To the archived articlesThere are those of us who struggle with narrative. As poet Lynn Emmanuel once told a group of creative writing students, over a dinner of chicken parmesan, it took her a long time to come to terms with a linear narrative. She told us how she became engrossed with James Joyce and Gertrude Stein because of their abstracting of the traditional idea of the dramatic narrative into explorations of consciousness and non-linear ideas. Emmanuel said that as she was dealing with the death of her father, she was hit in the face with life’s rather linear narrative. She said that body definitely has beginning, a middle, a climax, and an end–deal with it.

A few days ago, I stood over my maternal grandfather’s bed: it smelled stale with urine and sickness.

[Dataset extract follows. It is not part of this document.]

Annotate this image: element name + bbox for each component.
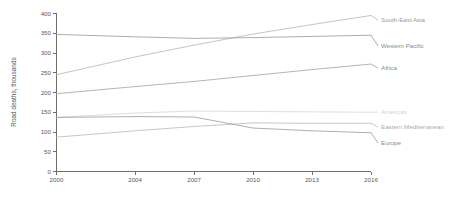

As he raised his atrophied hand, he started laughing for no discernable reason. He slurred some words that gave credit to what a few well-placed stroke can do to one’s mind. As Chunk Palahnuik, Chinua Achebe, and the second law of thermodynamics like to remind us, “things fall apart.” This is the shitty part of a narrative: it ends.

Maybe it’s our cultural fear of death that has let us away from the linear narrative. Maybe it’s any number of things. It is interesting, however, that the academia has been distancing itself from the popular reader trying to avoid traditional narrative and plot. Language-based literature has become the vogue. There is nothing wrong with that if as long as there is some discernable narrative. Things fall apart, as writers, it's our job to put them back together. Language can do that if it has a recognizable structure–something some poets ignore. That’s the why I believe in narratives and narratives are something that even poets should employ.



Derick Varn is a poet and longstanding contributor to Unlikely Stories. Check out his literary works at this site.